The Wall Street Journal ran a letter co-authored by Charley Hooper and me today (print version tomorrow). I have hesitated to quote more than 2 paragraphs, but I think my contract that allows full quotation only after 30 days applies to my paid work, not my free work. So I’ll take the chance and quote the whole thing.
As you note in your editorial “RFK Jr. Conducts His Vaccine Purge” (June 11), HHS Secretary Robert F. Kennedy Jr. fired the 17 members of the Advisory Committee on Immunization Practices over a charge of conflicts of interest. He’s provided no evidence of such entanglements, settling instead for the claim that the “public must know that unbiased science guides the recommendations from our health agencies.”
Yet we have evidence of this from a related case. Like ACIP, the Food and Drug Administration uses outside experts on advisory committees. The FDA has tried to exclude members with ties to industry, which has slowed the approval of drugs for rare conditions because the few experts all have such ties. Fortunately, the effects of committee conflicts of interest have been evaluated and shown to be nonexistent.
In 2006 the physician Sidney Wolfe and several colleagues published an article in the Journal of the American Medical Association that drew on 76 meetings of FDA advisory committees that involved “yes” or “no” votes on individual drugs. They found that if voters with conflicts of interest had been excluded, none of the 76 outcomes would have changed. The participants with conflicts, moreover, were more likely than those without to vote for drugs that would compete with “their” company’s product.
In other words: Until proven otherwise, we have no reason to think ACIP had such a problem before Mr. Kennedy’s purge.
David R. Henderson
Hoover Institution
Pacific Grove, Calif.
Charles L. Hooper
Objective Insights, Inc.
Grass Valley, Calif.
Thanks to Charley for providing the backup link for the JAMA article. I got a request from the letters editor to provide the link and some screenshots backing up our claim. I was about to leave with my wife to celebrate Father’s Day.
READER COMMENTS
steve
Jun 17 2025 at 2:33pm
I think it’s OK to always keep in mind that the large pharmaceuticals may have different interests than the general public at times and that it can be harmful. Purdue Pharma is a good example. However, the large majority of the time interests align as consumers and producers both want better drugs/therapies. The very large majority of time you need input from industry experts or experts who have worked with industry when making decisions about drugs and therapies. Just like any other area of the economy most of the actual experts will have either worked in industry or done research that has been financed by industry.
It’s best to have a mix of industry and non-industry and make sure that all interests are disclosed. Then monitor, as has been done, the results. Anyway, this is all BS. RFK just wants to name people who agree with his views. Probably pt a couple fo real experts on just so he can pretend it’s legit.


What to produce => Without the images, set down each entry exactly.

Provided records =>
*** Block opens ***

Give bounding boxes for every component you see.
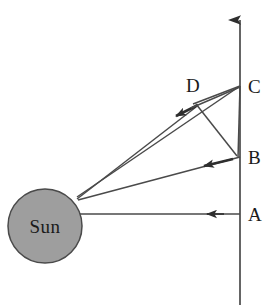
- point-label-a: A: [248, 204, 262, 225]
- point-label-d: D: [186, 75, 200, 96]
- sun-to-b-arrowhead: [204, 159, 233, 166]
- sun-geometry-diagram: Sun A B C D: [0, 0, 272, 307]
- sun-label: Sun: [29, 216, 60, 237]
- point-label-b: B: [248, 147, 261, 168]
- diagram-canvas: Sun A B C D: [0, 0, 272, 307]
- b-to-d-segment: [196, 104, 237, 156]
- point-label-c: C: [248, 76, 261, 97]
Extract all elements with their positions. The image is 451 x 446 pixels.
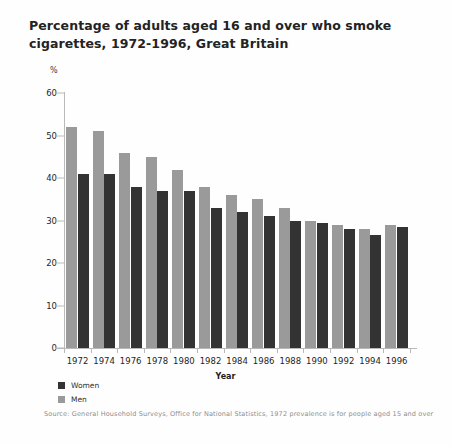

*** Block closes ***

Exercise response =>
Give bounding boxes for every component you see.
- point-label-a: A: [248, 204, 262, 225]
- point-label-d: D: [186, 75, 200, 96]
- sun-to-b-arrowhead: [204, 159, 233, 166]
- sun-geometry-diagram: Sun A B C D: [0, 0, 272, 307]
- sun-label: Sun: [29, 216, 60, 237]
- point-label-b: B: [248, 147, 261, 168]
- diagram-canvas: Sun A B C D: [0, 0, 272, 307]
- b-to-d-segment: [196, 104, 237, 156]
- point-label-c: C: [248, 76, 261, 97]
Extract all elements with their positions. The image is 451 x 446 pixels.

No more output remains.